Tokyo-area buses, private railways to adopt Suica card.
Daily Yomiuri July 28, 2003
[Moreover - Japan news]
East Japan Railway Co. Suica commuter passes will also be used by many metropolitan area private railways, subways and buses from fiscal 2006 under a new name, JR East, private railway, subway and bus firms announced Monday.
Suica is a commuter pass with a built-in integrated circuit. Suica users touch the pass to a designated spot on an automatic wicket to pass through it.
Based on the Suica design, other companies will standardize their IC prepaid cards to develop a new common commuter pass/prepaid card, officials of the firms said.
The firms plan to issue 15 million new Suica-type cards, one of the world's largest issuances of such IC passenger cards, they said.
While this is a minor bit of news (and way in the future, to boot), it's still a welcome bit of simplification in my life.
Tokyo is a spaghetti bowl of train and subway lines: start with the Japan Rail's Yamanote Line as a geographically defining loop around the central core of the city, with two companies running over a dozen subway lines inside, and JR and several private railways radiating out into the suburbs and further out.
Close to 90% of Tokyo's approximately 1.6 million workers use the rail system. In total, the system consists of 299 km of JR lines, 225 km of subway lines, 333 km of private lines, and 47 km of new traffic lines. The subway handles 7.8 million passengers a year, while JR lines handle 14.6 million and private lines 13.9 million.
- from The Mega-Cities Project website
Until a few years ago, each system was ticketed separately, which meant either buying individual tickets for each journey, or carrying a bunch of different train system fare cards. But the Tokyo-area subway lines (Eidan and Toei companies), private commuter railways* (Keio, Odakyu, Tobu, Seibu, Tokyu, and maybe a few others I missed) and 2 monorail lines (3, if you count the one at Tokyo Disneyland) got together, and now a single farecard works on all of them. Even the Tokyo Disneyland monorail. So now I only have to carry two separate farecards, including my Suica card.
But there's still some overlap, since, weirdly enough, some JR trains and subways run on the same tracks sometimes. In my case, both the JR Chuo train line and the Eidan Tozaisubway line run east out of Mitaka until Nakano. On Mondays I have to enter through the JR gates at Musashi-Sakai and leave through the Tozai gates at Nihombashi. Which is fine if I buy a single journey ticket that I give up at the end.
If I forget and use my JR farecard to enter, I have to stand in line at the ticket agent's desk at the other end and present my farecard. The agent uses a reader to figure out where I started, collects the required fare in cash from me, and gives me a little note to present to a JR ticket agent who will clear my farecard and make it usable again. Basically, a pain in the ass, and a less than seemless journey.
Truth to tell, I think there's a larger implication here about the technology, which I'll have to pull together later.
*Still called private, to distinguish them from the formerly government-owned Japan Rail system.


**Directions for this task:** Nothing may be dropped or added when the entries below are copied.
>>
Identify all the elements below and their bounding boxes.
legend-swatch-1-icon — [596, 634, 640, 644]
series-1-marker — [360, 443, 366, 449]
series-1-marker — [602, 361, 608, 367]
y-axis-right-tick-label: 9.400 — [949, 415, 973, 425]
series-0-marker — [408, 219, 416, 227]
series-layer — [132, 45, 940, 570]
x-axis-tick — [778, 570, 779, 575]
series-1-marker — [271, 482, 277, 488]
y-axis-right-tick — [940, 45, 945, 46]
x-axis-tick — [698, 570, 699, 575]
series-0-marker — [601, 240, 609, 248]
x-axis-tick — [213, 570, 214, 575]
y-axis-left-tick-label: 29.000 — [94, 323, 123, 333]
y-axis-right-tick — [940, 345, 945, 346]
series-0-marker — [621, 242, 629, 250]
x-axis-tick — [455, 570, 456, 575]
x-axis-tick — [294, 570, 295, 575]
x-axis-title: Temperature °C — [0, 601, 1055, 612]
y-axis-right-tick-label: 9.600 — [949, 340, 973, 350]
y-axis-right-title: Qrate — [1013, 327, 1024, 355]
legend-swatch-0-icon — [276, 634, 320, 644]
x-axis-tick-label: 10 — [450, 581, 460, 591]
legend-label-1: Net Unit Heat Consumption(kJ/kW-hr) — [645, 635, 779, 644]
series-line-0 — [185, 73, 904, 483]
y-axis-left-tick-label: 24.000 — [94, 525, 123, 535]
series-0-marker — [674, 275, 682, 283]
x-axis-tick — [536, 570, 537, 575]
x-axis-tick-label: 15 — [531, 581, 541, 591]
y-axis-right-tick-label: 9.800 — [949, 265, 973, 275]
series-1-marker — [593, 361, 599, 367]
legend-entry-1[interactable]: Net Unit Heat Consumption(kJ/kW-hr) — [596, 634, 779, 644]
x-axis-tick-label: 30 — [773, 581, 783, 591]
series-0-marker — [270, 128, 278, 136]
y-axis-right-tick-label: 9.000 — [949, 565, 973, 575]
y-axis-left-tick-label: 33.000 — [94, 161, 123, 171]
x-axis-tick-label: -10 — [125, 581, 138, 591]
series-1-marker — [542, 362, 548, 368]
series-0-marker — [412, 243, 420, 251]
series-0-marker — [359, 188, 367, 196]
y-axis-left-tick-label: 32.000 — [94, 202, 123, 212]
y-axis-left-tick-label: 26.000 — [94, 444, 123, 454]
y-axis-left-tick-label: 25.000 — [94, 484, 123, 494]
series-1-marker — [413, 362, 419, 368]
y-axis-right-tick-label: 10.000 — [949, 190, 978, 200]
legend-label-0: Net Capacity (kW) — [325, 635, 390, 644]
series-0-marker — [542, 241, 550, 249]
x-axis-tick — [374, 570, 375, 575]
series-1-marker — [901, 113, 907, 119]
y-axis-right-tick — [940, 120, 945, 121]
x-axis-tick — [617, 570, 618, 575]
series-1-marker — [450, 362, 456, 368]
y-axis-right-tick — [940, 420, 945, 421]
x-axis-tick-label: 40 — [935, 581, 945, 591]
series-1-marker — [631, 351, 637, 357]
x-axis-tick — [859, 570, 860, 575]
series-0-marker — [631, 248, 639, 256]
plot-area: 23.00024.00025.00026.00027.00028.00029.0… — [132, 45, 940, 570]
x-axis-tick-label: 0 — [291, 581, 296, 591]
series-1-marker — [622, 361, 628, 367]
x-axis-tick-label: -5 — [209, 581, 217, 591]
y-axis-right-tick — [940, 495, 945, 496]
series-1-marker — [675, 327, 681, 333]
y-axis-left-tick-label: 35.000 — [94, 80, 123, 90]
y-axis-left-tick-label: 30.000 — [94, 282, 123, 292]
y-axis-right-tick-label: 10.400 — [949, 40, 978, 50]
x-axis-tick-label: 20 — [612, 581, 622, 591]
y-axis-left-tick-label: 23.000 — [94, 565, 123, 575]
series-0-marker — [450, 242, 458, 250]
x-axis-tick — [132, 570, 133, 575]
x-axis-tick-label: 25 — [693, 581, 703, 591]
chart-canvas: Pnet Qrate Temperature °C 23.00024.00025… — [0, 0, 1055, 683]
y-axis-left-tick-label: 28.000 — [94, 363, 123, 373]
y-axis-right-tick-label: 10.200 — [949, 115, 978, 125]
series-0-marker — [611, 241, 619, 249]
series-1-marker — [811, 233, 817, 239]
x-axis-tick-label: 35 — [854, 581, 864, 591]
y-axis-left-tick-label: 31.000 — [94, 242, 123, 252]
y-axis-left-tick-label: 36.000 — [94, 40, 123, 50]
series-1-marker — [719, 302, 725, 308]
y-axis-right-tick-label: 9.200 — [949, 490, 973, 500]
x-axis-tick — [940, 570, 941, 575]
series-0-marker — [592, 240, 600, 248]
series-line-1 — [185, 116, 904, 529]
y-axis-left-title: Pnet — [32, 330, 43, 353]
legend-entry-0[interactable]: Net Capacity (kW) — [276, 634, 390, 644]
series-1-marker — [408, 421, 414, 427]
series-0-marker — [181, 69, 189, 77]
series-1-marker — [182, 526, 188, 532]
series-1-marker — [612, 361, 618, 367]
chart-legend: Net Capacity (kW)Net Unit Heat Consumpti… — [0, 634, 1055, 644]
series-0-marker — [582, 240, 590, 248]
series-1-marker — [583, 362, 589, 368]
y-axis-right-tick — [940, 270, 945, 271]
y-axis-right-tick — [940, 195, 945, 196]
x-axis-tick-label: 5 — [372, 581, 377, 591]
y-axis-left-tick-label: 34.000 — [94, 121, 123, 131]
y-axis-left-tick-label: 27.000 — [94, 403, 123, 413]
<<
**Answer for the task:**
Identify all the elements below and their bounding boxes.
legend-swatch-1-icon — [596, 634, 640, 644]
series-1-marker — [360, 443, 366, 449]
series-1-marker — [602, 361, 608, 367]
y-axis-right-tick-label: 9.400 — [949, 415, 973, 425]
series-0-marker — [408, 219, 416, 227]
series-layer — [132, 45, 940, 570]
x-axis-tick — [778, 570, 779, 575]
series-1-marker — [271, 482, 277, 488]
y-axis-right-tick — [940, 45, 945, 46]
x-axis-tick — [698, 570, 699, 575]
series-0-marker — [601, 240, 609, 248]
x-axis-tick — [213, 570, 214, 575]
y-axis-left-tick-label: 29.000 — [94, 323, 123, 333]
y-axis-right-tick — [940, 345, 945, 346]
series-0-marker — [621, 242, 629, 250]
x-axis-tick — [455, 570, 456, 575]
x-axis-tick — [294, 570, 295, 575]
x-axis-title: Temperature °C — [0, 601, 1055, 612]
y-axis-right-tick-label: 9.600 — [949, 340, 973, 350]
y-axis-right-title: Qrate — [1013, 327, 1024, 355]
legend-swatch-0-icon — [276, 634, 320, 644]
x-axis-tick-label: 10 — [450, 581, 460, 591]
legend-label-1: Net Unit Heat Consumption(kJ/kW-hr) — [645, 635, 779, 644]
series-line-0 — [185, 73, 904, 483]
y-axis-left-tick-label: 24.000 — [94, 525, 123, 535]
series-0-marker — [674, 275, 682, 283]
x-axis-tick — [536, 570, 537, 575]
x-axis-tick-label: 15 — [531, 581, 541, 591]
y-axis-right-tick-label: 9.800 — [949, 265, 973, 275]
series-1-marker — [593, 361, 599, 367]
legend-entry-1[interactable]: Net Unit Heat Consumption(kJ/kW-hr) — [596, 634, 779, 644]
x-axis-tick-label: 30 — [773, 581, 783, 591]
series-0-marker — [270, 128, 278, 136]
y-axis-right-tick-label: 9.000 — [949, 565, 973, 575]
y-axis-left-tick-label: 33.000 — [94, 161, 123, 171]
x-axis-tick-label: -10 — [125, 581, 138, 591]
series-1-marker — [542, 362, 548, 368]
series-0-marker — [412, 243, 420, 251]
series-0-marker — [359, 188, 367, 196]
y-axis-left-tick-label: 32.000 — [94, 202, 123, 212]
y-axis-left-tick-label: 26.000 — [94, 444, 123, 454]
y-axis-left-tick-label: 25.000 — [94, 484, 123, 494]
series-1-marker — [413, 362, 419, 368]
y-axis-right-tick-label: 10.000 — [949, 190, 978, 200]
legend-label-0: Net Capacity (kW) — [325, 635, 390, 644]
series-0-marker — [542, 241, 550, 249]
x-axis-tick — [374, 570, 375, 575]
series-1-marker — [901, 113, 907, 119]
y-axis-right-tick — [940, 120, 945, 121]
x-axis-tick — [617, 570, 618, 575]
series-1-marker — [450, 362, 456, 368]
y-axis-right-tick — [940, 420, 945, 421]
x-axis-tick-label: 40 — [935, 581, 945, 591]
series-1-marker — [631, 351, 637, 357]
x-axis-tick — [859, 570, 860, 575]
series-0-marker — [631, 248, 639, 256]
plot-area: 23.00024.00025.00026.00027.00028.00029.0… — [132, 45, 940, 570]
x-axis-tick-label: 0 — [291, 581, 296, 591]
series-1-marker — [622, 361, 628, 367]
x-axis-tick-label: -5 — [209, 581, 217, 591]
y-axis-right-tick — [940, 495, 945, 496]
series-1-marker — [675, 327, 681, 333]
y-axis-left-tick-label: 35.000 — [94, 80, 123, 90]
y-axis-left-tick-label: 30.000 — [94, 282, 123, 292]
y-axis-right-tick-label: 10.400 — [949, 40, 978, 50]
x-axis-tick-label: 20 — [612, 581, 622, 591]
y-axis-left-tick-label: 23.000 — [94, 565, 123, 575]
series-0-marker — [450, 242, 458, 250]
x-axis-tick — [132, 570, 133, 575]
x-axis-tick-label: 25 — [693, 581, 703, 591]
chart-canvas: Pnet Qrate Temperature °C 23.00024.00025… — [0, 0, 1055, 683]
y-axis-left-tick-label: 28.000 — [94, 363, 123, 373]
y-axis-right-tick-label: 10.200 — [949, 115, 978, 125]
series-0-marker — [611, 241, 619, 249]
series-1-marker — [811, 233, 817, 239]
x-axis-tick-label: 35 — [854, 581, 864, 591]
y-axis-left-tick-label: 31.000 — [94, 242, 123, 252]
y-axis-left-tick-label: 36.000 — [94, 40, 123, 50]
series-1-marker — [719, 302, 725, 308]
y-axis-right-tick-label: 9.200 — [949, 490, 973, 500]
x-axis-tick — [940, 570, 941, 575]
series-0-marker — [592, 240, 600, 248]
series-line-1 — [185, 116, 904, 529]
y-axis-left-title: Pnet — [32, 330, 43, 353]
legend-entry-0[interactable]: Net Capacity (kW) — [276, 634, 390, 644]
series-1-marker — [408, 421, 414, 427]
series-0-marker — [181, 69, 189, 77]
series-1-marker — [182, 526, 188, 532]
series-1-marker — [612, 361, 618, 367]
chart-legend: Net Capacity (kW)Net Unit Heat Consumpti… — [0, 634, 1055, 644]
series-0-marker — [582, 240, 590, 248]
series-1-marker — [583, 362, 589, 368]
y-axis-right-tick — [940, 270, 945, 271]
y-axis-right-tick — [940, 195, 945, 196]
x-axis-tick-label: 5 — [372, 581, 377, 591]
y-axis-left-tick-label: 34.000 — [94, 121, 123, 131]
y-axis-left-tick-label: 27.000 — [94, 403, 123, 413]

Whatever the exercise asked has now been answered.